Watching Over

p
o
e
m
s

This land I watch over
is a place with old stories
and plant medicine.
It is earth a mountain lion walks,
looking into the light of my life
in this little cabin made of stone laid on stone
love labored over love,
and happiness here a hundred years ago
when the fireplace was first made of this quartz,
a baby tooth pushed into the mortar.

It was the year my father was born
when people came from afar to see the new infant,
some walked long distances
from Paul’s Valley.

All were silent in his presence.
It’s the way we lived and live with the newly born.

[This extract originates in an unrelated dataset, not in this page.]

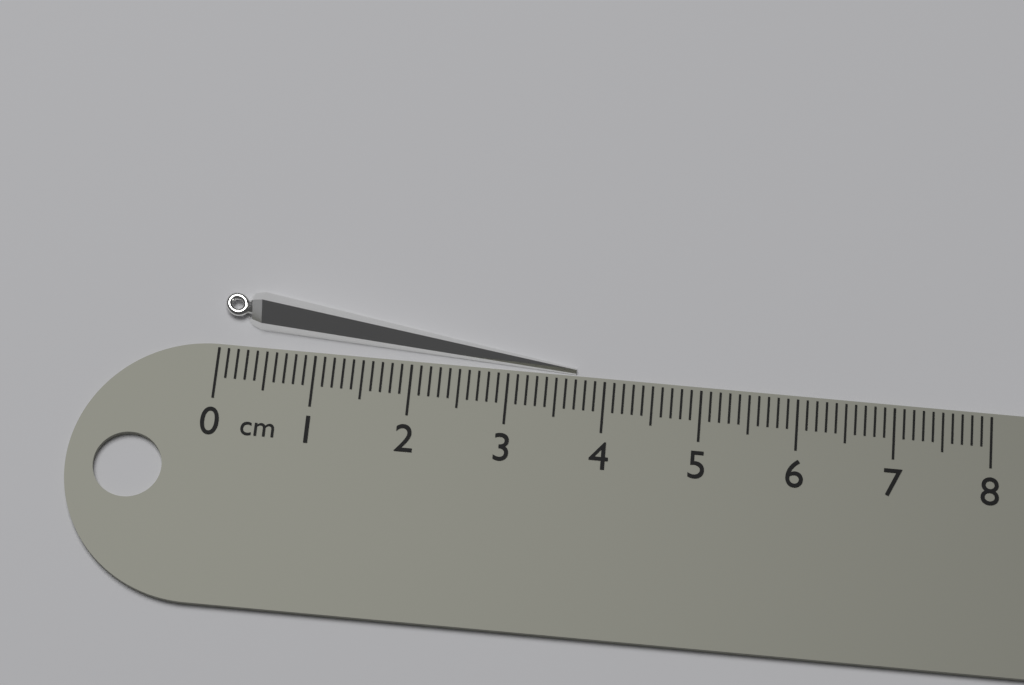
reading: 3.7 cm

The bison that lives here now went down the next valley
to hide in great trees.

For a time, that bison has watched over all of us.
Something often does.
Some call it god.
Some call it our ancestors, but the ones I see
in this small cabin are the lion,
the bear in spring
when ghostly wolves, not hungry,
pass by the herd of deer in silence this morning

and even the fox looks in my door
for no other reason
than to watch how I live, to be sure
it is the right way.

A Chickasaw novelist, essayist, and environmentalist, Linda Hogan is the author of the poetry collections Calling Myself Home (1978); Daughters, I Love You (1981); Eclipse (1983); Seeing Through the Sun (1985), which won the American Book Award from the Before Columbus Foundation; Savings (1988); The Book of Medicines, a National Book Critics Circle Award finalist (1993); Rounding the Human Corners (2008); Indios (2012); and Dark. Sweet. New and Selected Poems (2014).